Word Break
Difficulty: Medium Source: NeetCode
Problem
Given a string
sand a dictionary of stringswordDict, returntrueifscan be segmented into a space-separated sequence of one or more dictionary words.Note that the same word in the dictionary may be reused multiple times in the segmentation.
Example 1: Input:
s = "leetcode",wordDict = ["leet","code"]Output:trueExample 2: Input:
s = "applepenapple",wordDict = ["apple","pen"]Output:trueExample 3: Input:
s = "catsandog",wordDict = ["cats","dog","sand","and","cat"]Output:falseConstraints:
1 <= s.length <= 3001 <= wordDict.length <= 10001 <= wordDict[i].length <= 20
Prerequisites
Before attempting this problem, you should be comfortable with:
- Dynamic Programming — boolean DP over string prefixes
- Hashing — fast word lookup in a set
- Substring Matching — checking if
s[j:i]is in the dictionary
1. Brute Force (Recursion)
Intuition
Try to peel off a valid word from the front of the string, then recursively solve the rest. If any split leads to a full segmentation, return True. Without memoization, the same suffix is checked many times.
Algorithm
- If
sis empty, return True. - For each word in
wordDict, ifsstarts with it, recurse ons[len(word):]. - Return True if any recursion returns True.
Solution
def wordBreak_brute(s, wordDict):
word_set = set(wordDict)
memo = {}
def dp(start):
if start == len(s):
return True
if start in memo:
return memo[start]
for end in range(start + 1, len(s) + 1):
if s[start:end] in word_set and dp(end):
memo[start] = True
return True
memo[start] = False
return False
return dp(0)
print(wordBreak_brute("leetcode", ["leet", "code"])) # True
print(wordBreak_brute("applepenapple", ["apple", "pen"])) # True
print(wordBreak_brute("catsandog", ["cats","dog","sand","and","cat"])) # False
print(wordBreak_brute("aaaaaaa", ["aaaa", "aaa"])) # True
Complexity
- Time:
O(n³)with memoization — n start positions × n end positions × O(n) substring check - Space:
O(n)— memo table
2. Dynamic Programming (Bottom-Up)
Intuition
dp[i] = True if s[:i] can be segmented into words from the dictionary. Build this up from left to right.
For each position i, check all positions j < i: if dp[j] is True and s[j:i] is a word in the dictionary, then dp[i] is True.
This is essentially asking: “Is there a valid cut point j such that the left part is segmentable and the right part s[j:i] is a dictionary word?”
Algorithm
- Initialize
dp = [False] * (n + 1), setdp[0] = True(empty string is trivially segmentable). - For each
ifrom 1 to n:- For each
jfrom 0 to i:- If
dp[j]ands[j:i]inword_set: setdp[i] = True, break.
- If
- For each
- Return
dp[n].
Solution
def wordBreak(s, wordDict):
word_set = set(wordDict)
n = len(s)
dp = [False] * (n + 1)
dp[0] = True # empty prefix is always valid
for i in range(1, n + 1):
for j in range(i):
if dp[j] and s[j:i] in word_set:
dp[i] = True
break
return dp[n]
print(wordBreak("leetcode", ["leet", "code"])) # True
print(wordBreak("applepenapple", ["apple", "pen"])) # True
print(wordBreak("catsandog", ["cats","dog","sand","and","cat"])) # False
print(wordBreak("aaaaaaa", ["aaaa", "aaa"])) # True
print(wordBreak("a", ["b"])) # False
print(wordBreak("", ["anything"])) # True (dp[0])
Complexity
- Time:
O(n³)— n²(i, j)pairs × O(n) substring hashing - Space:
O(n)— DP array
Common Pitfalls
Forgetting dp[0] = True. The base case is that the empty string requires no words. Without this, no word in the first position can ever be validated.
Not breaking after finding a valid split. Once dp[i] is set to True, you can break early. Continuing to check other j values is wasted work.
Using wordDict as a list for lookups. Convert wordDict to a set at the start. Checking membership in a list is O(k) per lookup (where k = number of words), but O(1) in a set. The difference matters when wordDict is large.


### Assignment
For the data below, work out how many lines contain the word "name" and supply only that number.

**** Source information ****

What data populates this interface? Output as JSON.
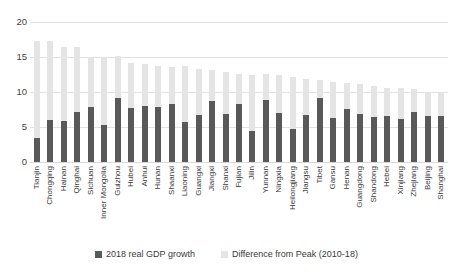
{
  "chart_data": {
    "type": "bar",
    "subtype": "stacked-column",
    "title": "",
    "subtitle": "",
    "xlabel": "",
    "ylabel": "",
    "ylim": [
      0,
      20
    ],
    "yticks": [
      0,
      5,
      10,
      15,
      20
    ],
    "grid": true,
    "legend_position": "bottom",
    "colors": {
      "growth": "#595959",
      "difference": "#e4e4e4",
      "gridline": "#e2e2e2",
      "text": "#3a3a3a"
    },
    "categories": [
      "Tianjin",
      "Chongqing",
      "Hainan",
      "Qinghai",
      "Sichuan",
      "Inner Mongolia",
      "Guizhou",
      "Hubei",
      "Anhui",
      "Hunan",
      "Shaanxi",
      "Liaoning",
      "Guangxi",
      "Jiangxi",
      "Shanxi",
      "Fujian",
      "Jilin",
      "Yunnan",
      "Ningxia",
      "Heilongjiang",
      "Jiangsu",
      "Tibet",
      "Gansu",
      "Henan",
      "Guangdong",
      "Shandong",
      "Hebei",
      "Xinjiang",
      "Zhejiang",
      "Beijing",
      "Shanghai"
    ],
    "series": [
      {
        "name": "2018 real GDP growth",
        "color": "#595959",
        "values": [
          3.4,
          6.0,
          5.8,
          7.2,
          7.8,
          5.3,
          9.1,
          7.7,
          8.0,
          7.8,
          8.3,
          5.7,
          6.7,
          8.7,
          6.9,
          8.3,
          4.5,
          8.8,
          7.0,
          4.7,
          6.7,
          9.1,
          6.3,
          7.6,
          6.8,
          6.4,
          6.6,
          6.1,
          7.1,
          6.6,
          6.6
        ]
      },
      {
        "name": "Difference from Peak (2010-18)",
        "color": "#e4e4e4",
        "values": [
          13.9,
          11.3,
          10.6,
          9.2,
          7.2,
          9.7,
          6.0,
          6.4,
          6.0,
          5.9,
          5.3,
          8.0,
          6.6,
          4.5,
          6.0,
          4.3,
          8.0,
          3.8,
          5.4,
          7.4,
          5.1,
          2.6,
          5.2,
          3.7,
          4.3,
          4.4,
          4.0,
          4.5,
          3.3,
          3.4,
          3.4
        ]
      }
    ],
    "totals": [
      17.3,
      17.3,
      16.4,
      16.4,
      15.0,
      15.0,
      15.1,
      14.1,
      14.0,
      13.7,
      13.6,
      13.7,
      13.3,
      13.2,
      12.9,
      12.6,
      12.5,
      12.6,
      12.4,
      12.1,
      11.8,
      11.7,
      11.5,
      11.3,
      11.1,
      10.8,
      10.6,
      10.6,
      10.4,
      10.0,
      10.0
    ]
  },
  "legend": {
    "entries": [
      {
        "label": "2018 real GDP growth",
        "color": "#595959"
      },
      {
        "label": "Difference from Peak (2010-18)",
        "color": "#e4e4e4"
      }
    ]
  },
  "y_axis": {
    "ticks": [
      "20",
      "15",
      "10",
      "5",
      "0"
    ]
  }
}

****

### Response box
2